What happens when a battleground becomes an amusement park, and a restricted military zone becomes a wildlife sanctuary? The Korean DMZ military tourism leads us to a new ideological wonderland.

 

The ideological conflicts between North and South Korea created a demilitarized zone, a 250- kilometre -long by 4 -kilometre-wide space located in the middle of the Korean Peninsula.  This DMZ space was supposed to serve as a military buffer zone, but in reality, this space has been heavily armed and restricted for more than half a century. Without human traffic, wildlife thrived.

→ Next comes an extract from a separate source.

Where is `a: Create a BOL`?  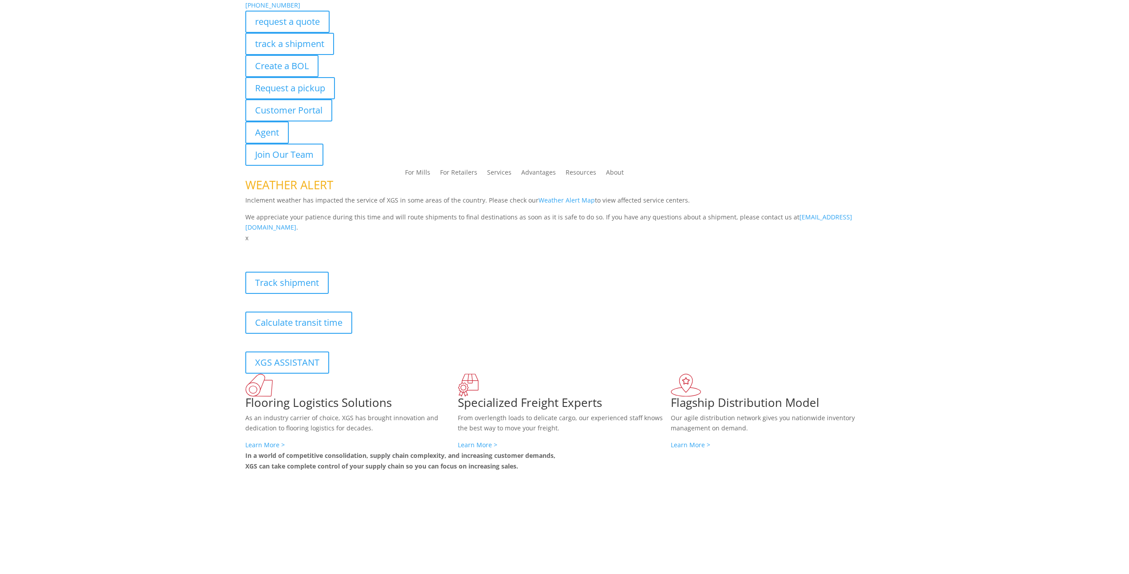 a: Create a BOL is located at coordinates (282, 66).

The South Korean government tried to plan for using this space as a national wildlife preserve, but this is just a future plan for when the Korean War officially ends. In the meantime, South Korean DMZ tourism has slowly opened up and changed the borderland. When I had a chance to visit Dora observatory in the West Front Line, with the DMZ fences in the distance, I ran into a small group of German tourists. One of the older gentlemen came up and tried to speak with me. He had known a different barrier, along a wall, in a different country, another outpost in the ideological war between communism and capitalism. I later saw him looking out over the border by himself, engaged, examining it with a surprising intensity. This struck me as a powerful moment. This serious place with its half-silly commercialism and bizarre contradictions had real power over this man’s imagination. That brief moment in time, that encounter, was a touchstone moment for me. This film is about what this powerful ideological landscape means for us, in space and time.